In this latest release, we enhanced both the flexibility and ease of use of the tool. We augmented capabilities of dbbench and added a tutorial to help new sales engineers get started. In addition to these enhancements, we released a package of internal tools specifically designed to support high level workflows that use dbbench. These changes improve our technical proof-of-concept (POC) process for our customers and open up dbbench for new workloads and use cases. This version of dbbench not only increases the performance and power of this benchmark testing tool, but also makes it easily accessible to anyone interested in using it.

dbbench-in-actiondbbench in Action

One of the new features of dbbench is the ability to display latency histograms during the final analysis to easily detect and understand outliers. In the example below, we can see that most of the queries executed between 0.2 and 0.5 ms, but there were outliers as high as 30ms:

To support more complicated and varying data, dbbench can read arguments from a .csv file and parameterize queries via the query-args-file parameter. The snippet below shows this parameter specified in a configuration.ini file for dbbench:

[insert]
query=insert into table colors (?)
query-args-file=/tmp/colors.csv

In addition, the query-results-file parameter allows dbbench to chain multiple jobs together, and makes it possible to have external tools in between each of these jobs.

dbbench-toolsdbbench-tools

dbbench-tools is a package of sales engineering tools, used by the SingleStore team to easily describe and efficiently run a customer workload during a technical POC. The most important question to answer during a POC is “how will SingleStore scale to more concurrent users?” dbbench-scaler is one of several tools provided by the dbbench-tools package to help answer this question. dbbench-scaler runs a dbbench-defined workload at different levels of concurrency to find the limits of the database installation.
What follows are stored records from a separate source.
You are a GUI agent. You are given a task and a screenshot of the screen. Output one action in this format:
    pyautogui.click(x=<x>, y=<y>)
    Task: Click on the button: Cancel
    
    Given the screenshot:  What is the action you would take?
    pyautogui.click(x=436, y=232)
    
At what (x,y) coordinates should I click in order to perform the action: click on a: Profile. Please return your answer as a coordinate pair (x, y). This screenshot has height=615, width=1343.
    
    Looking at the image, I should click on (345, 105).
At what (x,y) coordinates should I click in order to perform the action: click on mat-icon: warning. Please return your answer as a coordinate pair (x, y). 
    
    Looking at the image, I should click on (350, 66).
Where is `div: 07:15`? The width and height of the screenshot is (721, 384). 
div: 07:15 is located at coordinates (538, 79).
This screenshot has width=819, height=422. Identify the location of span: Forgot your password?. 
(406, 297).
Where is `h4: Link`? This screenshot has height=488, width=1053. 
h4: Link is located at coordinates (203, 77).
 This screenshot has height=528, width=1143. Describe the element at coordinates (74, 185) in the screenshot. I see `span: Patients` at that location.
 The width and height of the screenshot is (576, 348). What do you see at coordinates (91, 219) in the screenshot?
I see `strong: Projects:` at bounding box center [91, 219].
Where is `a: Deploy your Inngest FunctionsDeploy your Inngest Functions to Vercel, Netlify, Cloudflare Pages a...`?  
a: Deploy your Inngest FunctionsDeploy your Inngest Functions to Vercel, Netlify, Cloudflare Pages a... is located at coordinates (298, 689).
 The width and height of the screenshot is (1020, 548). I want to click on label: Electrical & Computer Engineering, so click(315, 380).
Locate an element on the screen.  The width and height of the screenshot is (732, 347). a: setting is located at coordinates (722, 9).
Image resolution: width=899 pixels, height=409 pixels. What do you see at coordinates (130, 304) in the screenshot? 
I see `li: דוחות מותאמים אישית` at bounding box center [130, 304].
For example, I was doing a POC where I wanted to determine how many concurrent inserts a small SingleStore cluster could handle. I set up a simple dbbench test:

[setup]
query=create table test(a varchar(20), b float, c float, d float, \
    shard key a (a), key b (b), key c (c), key d (d))

[teardown]
query=drop table test

[batch sized 128 multi-inserts]
query=insert into test values (?, ?, ?, ?), (?, ?, ?, ?), …, (?, ?, ?, ?)
query-args-file=/tmp/data.csv
concurrency=1

I ran dbbench-scaler with this configuration to determine that this small test cluster could sustain 100,000 inserts per second in batches of 128, as depicted in the top half of the chart below. In the bottom half of the chart, we see that using more connections allows us to insert more records per second (RPS) until we reach 32 connections, after which there is no benefit to using more connections and we see a hugely adverse effect on query latency:

$ dbbench-scaler --database=db --concurrency=1,2,4,8,16,32,64,128,256,512 --output out.png /tmp/test.ini

In this example, not only did dbbench-scaler answer the question “will SingleStore handle the scale of many users”, it also found the ideal number of users for this application.

Access the new version of dbbench here and get dbbench-tools here. Learn even more about the new features in our tutorial.